How to love fruitcake
Here’s what people get wrong about fruitcake: It’s not a dessert. Yes, it’s a cake with fruit, sugar, butter and flour, but it’s a cake that’s meant to be shelf-stable and last for a long time. No one would ever sit down to a slice after a big meal, at least not in the U.S.
In “ye olde†times, it was made to use up the year’s preserved, dried fruit and to sustain people with energy through cold, dark winters. In our modern times, I like to treat it more like a really fancy breakfast bar, something to be eaten with coffee or tea. Or I take it on a hike instead of an energy bar. Or I shave off tiny slices to snack on while running errands. Or I break off a chunk for a one-bite sweet treat after dinner.
This recipe for fruitcake is not what you typically expect from a cake with that name. An adaptation of my aunt’s recipe, it’s proportional in fruit to batter, which keeps it lighter than the stereotypical, fruit-heavy brick you’re thinking of that gets punted across Midwestern farmlands for holiday contests. It also eats lighter thanks to a higher proportion of apples and golden raisins rather than the more murky-tasting dark fruits like prunes or regular purple raisins. The batter has a brown sugar and toffee flavor that gives it a wonderful warming quality to complement that of the dried fruit. And although I appreciate the many recipes I’ve made over the years where you soak the fruit for six months and age the cake for an additional month after baking, let me tell you now: All that time and effort will not make the cake taste any better than one prepared in just a couple of days.
The fruit in my recipe soaks for two days, just long enough to plump it but not long enough for you to forget about it. Then, once the cake is baked and it cools, you can eat it right away. It will then stay fresh for at least two weeks after that.
Does it get better the longer it sits? Absolutely. But with such a long window, you can plan your holidays with it, not around it.
Cinnamon Holiday Cake With Bourbon and Pecans
This article is part of cooking columnist Ben Mims’ Christmas menu story for 2021.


**WORK REQUEST:** Write out each line of the records that has "screenshot" in it.

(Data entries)
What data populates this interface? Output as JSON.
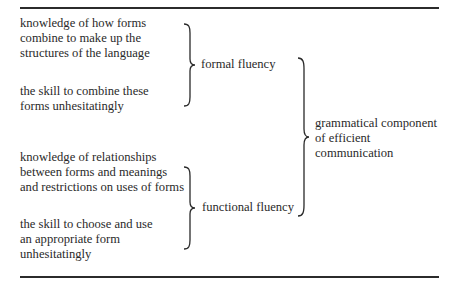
{
  "diagram": {
    "type": "bracket-hierarchy",
    "left_items": [
      {
        "group": "formal",
        "lines": [
          "knowledge of how forms",
          "combine to make up the",
          "structures of the language"
        ]
      },
      {
        "group": "formal",
        "lines": [
          "the skill to combine these",
          "forms unhesitatingly"
        ]
      },
      {
        "group": "functional",
        "lines": [
          "knowledge of relationships",
          "between forms and meanings",
          "and restrictions on uses of forms"
        ]
      },
      {
        "group": "functional",
        "lines": [
          "the skill to choose and use",
          "an appropriate form",
          "unhesitatingly"
        ]
      }
    ],
    "middle_items": [
      {
        "label": "formal fluency"
      },
      {
        "label": "functional fluency"
      }
    ],
    "right_item": {
      "lines": [
        "grammatical component",
        "of efficient",
        "communication"
      ]
    }
  }
}
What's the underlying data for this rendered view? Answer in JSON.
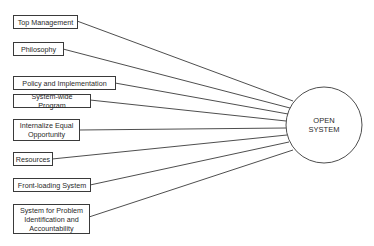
{
  "diagram": {
    "inputs": [
      {
        "label": "Top Management"
      },
      {
        "label": "Philosophy"
      },
      {
        "label": "Policy and Implementation"
      },
      {
        "label": "System-wide Program"
      },
      {
        "label": "Internalize Equal\nOpportunity"
      },
      {
        "label": "Resources"
      },
      {
        "label": "Front-loading System"
      },
      {
        "label": "System for Problem\nIdentification and\nAccountability"
      }
    ],
    "target": {
      "label": "OPEN\nSYSTEM"
    },
    "colors": {
      "stroke": "#3a3a3a",
      "background": "#ffffff"
    }
  }
}
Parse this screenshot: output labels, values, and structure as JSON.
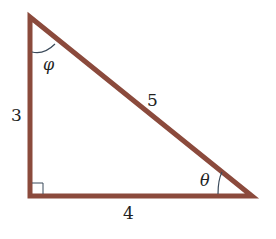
{
  "diagram": {
    "type": "right-triangle",
    "colors": {
      "edge": "#8B4A3C",
      "arc": "#3a4a5a",
      "text": "#222222",
      "background": "#ffffff"
    },
    "sides": {
      "vertical": "3",
      "hypotenuse": "5",
      "horizontal": "4"
    },
    "angles": {
      "top": "φ",
      "bottom_right": "θ"
    },
    "right_angle_marker": "bottom-left"
  }
}
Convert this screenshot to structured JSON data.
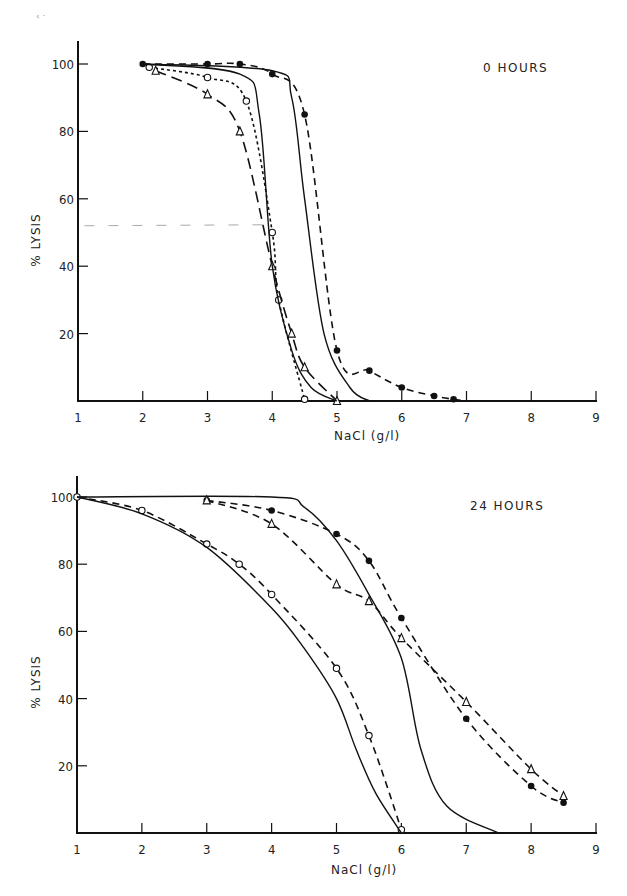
{
  "figure": {
    "stray_mark": "‹ ·"
  },
  "chart_data": [
    {
      "type": "line",
      "title": "0 HOURS",
      "xlabel": "NaCl (g/l)",
      "ylabel": "% LYSIS",
      "xlim": [
        1,
        9
      ],
      "ylim": [
        0,
        105
      ],
      "x_ticks": [
        "1",
        "2",
        "3",
        "4",
        "5",
        "6",
        "7",
        "8",
        "9"
      ],
      "y_ticks": [
        "20",
        "40",
        "60",
        "80",
        "100"
      ],
      "grid": false,
      "legend": null,
      "reference_line": {
        "style": "light dashed",
        "y": 52,
        "x_range": [
          1.1,
          3.9
        ]
      },
      "series": [
        {
          "name": "filled circles (dashed)",
          "marker": "filled-circle",
          "line": "dashed",
          "points": [
            [
              2.0,
              100
            ],
            [
              3.0,
              100
            ],
            [
              3.5,
              100
            ],
            [
              4.0,
              97
            ],
            [
              4.5,
              85
            ],
            [
              5.0,
              15
            ],
            [
              5.5,
              9
            ],
            [
              6.0,
              4
            ],
            [
              6.5,
              1.5
            ],
            [
              6.8,
              0.5
            ],
            [
              7.0,
              0
            ]
          ]
        },
        {
          "name": "open circles (dotted)",
          "marker": "open-circle",
          "line": "dotted",
          "points": [
            [
              2.1,
              99
            ],
            [
              3.0,
              96
            ],
            [
              3.6,
              89
            ],
            [
              4.0,
              50
            ],
            [
              4.1,
              30
            ],
            [
              4.5,
              0.5
            ]
          ]
        },
        {
          "name": "open triangles (long dash)",
          "marker": "open-triangle",
          "line": "long-dashed",
          "points": [
            [
              2.2,
              98
            ],
            [
              3.0,
              91
            ],
            [
              3.5,
              80
            ],
            [
              4.0,
              40
            ],
            [
              4.3,
              20
            ],
            [
              4.5,
              10
            ],
            [
              5.0,
              0
            ]
          ]
        },
        {
          "name": "solid curve A",
          "marker": "none",
          "line": "solid",
          "points": [
            [
              2.0,
              100
            ],
            [
              3.5,
              97
            ],
            [
              3.8,
              85
            ],
            [
              4.0,
              40
            ],
            [
              4.3,
              15
            ],
            [
              4.6,
              4
            ],
            [
              5.0,
              0
            ]
          ]
        },
        {
          "name": "solid curve B",
          "marker": "none",
          "line": "solid",
          "points": [
            [
              2.0,
              100
            ],
            [
              4.0,
              98
            ],
            [
              4.3,
              90
            ],
            [
              4.5,
              60
            ],
            [
              4.8,
              20
            ],
            [
              5.2,
              4
            ],
            [
              5.5,
              0
            ]
          ]
        }
      ]
    },
    {
      "type": "line",
      "title": "24 HOURS",
      "xlabel": "NaCl (g/l)",
      "ylabel": "% LYSIS",
      "xlim": [
        1,
        9
      ],
      "ylim": [
        0,
        105
      ],
      "x_ticks": [
        "1",
        "2",
        "3",
        "4",
        "5",
        "6",
        "7",
        "8",
        "9"
      ],
      "y_ticks": [
        "20",
        "40",
        "60",
        "80",
        "100"
      ],
      "grid": false,
      "legend": null,
      "series": [
        {
          "name": "filled circles (dashed)",
          "marker": "filled-circle",
          "line": "dashed",
          "points": [
            [
              3.0,
              99
            ],
            [
              4.0,
              96
            ],
            [
              5.0,
              89
            ],
            [
              5.5,
              81
            ],
            [
              6.0,
              64
            ],
            [
              7.0,
              34
            ],
            [
              8.0,
              14
            ],
            [
              8.5,
              9
            ]
          ]
        },
        {
          "name": "open triangles (dashed)",
          "marker": "open-triangle",
          "line": "dashed",
          "points": [
            [
              3.0,
              99
            ],
            [
              4.0,
              92
            ],
            [
              5.0,
              74
            ],
            [
              5.5,
              69
            ],
            [
              6.0,
              58
            ],
            [
              7.0,
              39
            ],
            [
              8.0,
              19
            ],
            [
              8.5,
              11
            ]
          ]
        },
        {
          "name": "open circles (dashed)",
          "marker": "open-circle",
          "line": "dashed",
          "points": [
            [
              1.0,
              100
            ],
            [
              2.0,
              96
            ],
            [
              3.0,
              86
            ],
            [
              3.5,
              80
            ],
            [
              4.0,
              71
            ],
            [
              5.0,
              49
            ],
            [
              5.5,
              29
            ],
            [
              6.0,
              1
            ]
          ]
        },
        {
          "name": "solid curve A",
          "marker": "none",
          "line": "solid",
          "points": [
            [
              1.0,
              100
            ],
            [
              2.0,
              95
            ],
            [
              3.0,
              85
            ],
            [
              4.0,
              67
            ],
            [
              4.5,
              55
            ],
            [
              5.0,
              40
            ],
            [
              5.3,
              25
            ],
            [
              5.6,
              12
            ],
            [
              6.0,
              0
            ]
          ]
        },
        {
          "name": "solid curve B",
          "marker": "none",
          "line": "solid",
          "points": [
            [
              1.0,
              100
            ],
            [
              4.0,
              100
            ],
            [
              4.5,
              97
            ],
            [
              5.0,
              87
            ],
            [
              5.5,
              71
            ],
            [
              6.0,
              52
            ],
            [
              6.3,
              25
            ],
            [
              6.7,
              8
            ],
            [
              7.5,
              0
            ]
          ]
        }
      ]
    }
  ]
}
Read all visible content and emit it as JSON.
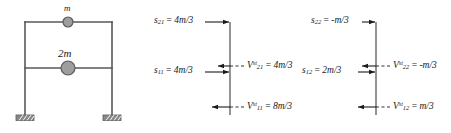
{
  "figure": {
    "type": "structural-free-body-diagram",
    "stroke_color": "#595959",
    "text_color": "#1a1a1a",
    "mass_fill": "#9e9e9e"
  },
  "frame": {
    "name": "two-story-shear-frame",
    "masses": [
      {
        "id": "top-mass",
        "label": "m"
      },
      {
        "id": "mid-mass",
        "label": "2m"
      }
    ],
    "supports": [
      {
        "id": "left-support",
        "type": "fixed"
      },
      {
        "id": "right-support",
        "type": "fixed"
      }
    ]
  },
  "fbd1": {
    "name": "first-mode-free-body",
    "equations": {
      "top_stiffness": {
        "symbol": "s",
        "sub": "21",
        "value": "4m/3"
      },
      "mid_stiffness": {
        "symbol": "s",
        "sub": "11",
        "value": "4m/3"
      },
      "top_shear": {
        "symbol": "V",
        "sub": "21",
        "sup": "st",
        "value": "4m/3"
      },
      "base_shear": {
        "symbol": "V",
        "sub": "11",
        "sup": "st",
        "value": "8m/3"
      }
    }
  },
  "fbd2": {
    "name": "second-mode-free-body",
    "equations": {
      "top_stiffness": {
        "symbol": "s",
        "sub": "22",
        "value": "-m/3"
      },
      "mid_stiffness": {
        "symbol": "s",
        "sub": "12",
        "value": "2m/3"
      },
      "top_shear": {
        "symbol": "V",
        "sub": "22",
        "sup": "st",
        "value": "-m/3"
      },
      "base_shear": {
        "symbol": "V",
        "sub": "12",
        "sup": "st",
        "value": "m/3"
      }
    }
  }
}
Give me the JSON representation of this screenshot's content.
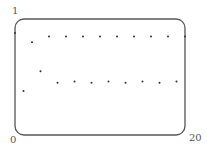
{
  "chart_data": {
    "type": "scatter",
    "title": "",
    "xlabel": "",
    "ylabel": "",
    "xlim": [
      0,
      20
    ],
    "ylim": [
      0,
      1
    ],
    "tick_labels": {
      "x_min": "0",
      "x_max": "20",
      "y_max": "1"
    },
    "grid": false,
    "series": [
      {
        "name": "sequence",
        "x": [
          0,
          1,
          2,
          3,
          4,
          5,
          6,
          7,
          8,
          9,
          10,
          11,
          12,
          13,
          14,
          15,
          16,
          17,
          18,
          19,
          20
        ],
        "y": [
          0.88,
          0.38,
          0.8,
          0.55,
          0.85,
          0.45,
          0.85,
          0.46,
          0.85,
          0.45,
          0.85,
          0.46,
          0.85,
          0.45,
          0.85,
          0.46,
          0.85,
          0.45,
          0.85,
          0.46,
          0.85
        ]
      }
    ]
  },
  "labels": {
    "y_top": "1",
    "origin": "0",
    "x_right": "20"
  },
  "colors": {
    "frame": "#555555",
    "points": "#333333"
  }
}
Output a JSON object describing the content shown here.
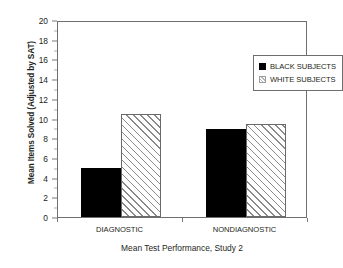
{
  "chart_data": {
    "type": "bar",
    "title": "",
    "xlabel": "Mean Test Performance, Study 2",
    "ylabel": "Mean Items Solved (Adjusted by SAT)",
    "categories": [
      "DIAGNOSTIC",
      "NONDIAGNOSTIC"
    ],
    "series": [
      {
        "name": "BLACK SUBJECTS",
        "values": [
          5.0,
          8.9
        ],
        "fill": "solid-black",
        "color": "#000000"
      },
      {
        "name": "WHITE SUBJECTS",
        "values": [
          10.5,
          9.4
        ],
        "fill": "diagonal-hatch",
        "color": "#ffffff"
      }
    ],
    "ylim": [
      0,
      20
    ],
    "ytick_step": 2,
    "yticks": [
      "0",
      "2",
      "4",
      "6",
      "8",
      "10",
      "12",
      "14",
      "16",
      "18",
      "20"
    ],
    "grid": false,
    "legend_position": "top-right",
    "plot_border": true
  },
  "legend": {
    "items": [
      {
        "label": "BLACK SUBJECTS"
      },
      {
        "label": "WHITE SUBJECTS"
      }
    ]
  }
}
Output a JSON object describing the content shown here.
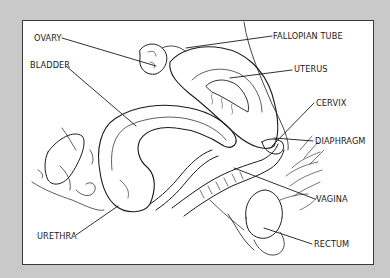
{
  "diagram": {
    "type": "anatomical-illustration",
    "colors": {
      "frame": "#c9c9c9",
      "panel": "#ffffff",
      "ink": "#1a1a1a"
    },
    "labels": [
      {
        "id": "ovary",
        "text": "OVARY"
      },
      {
        "id": "bladder",
        "text": "BLADDER"
      },
      {
        "id": "urethra",
        "text": "URETHRA"
      },
      {
        "id": "fallopian-tube",
        "text": "FALLOPIAN TUBE"
      },
      {
        "id": "uterus",
        "text": "UTERUS"
      },
      {
        "id": "cervix",
        "text": "CERVIX"
      },
      {
        "id": "diaphragm",
        "text": "DIAPHRAGM"
      },
      {
        "id": "vagina",
        "text": "VAGINA"
      },
      {
        "id": "rectum",
        "text": "RECTUM"
      }
    ]
  }
}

**FINISHED TASK:**
Parse this screenshot: output labels, values, and structure as JSON.
Convert this screenshot to structured JSON data.
Give me the JSON representation of this screenshot's content.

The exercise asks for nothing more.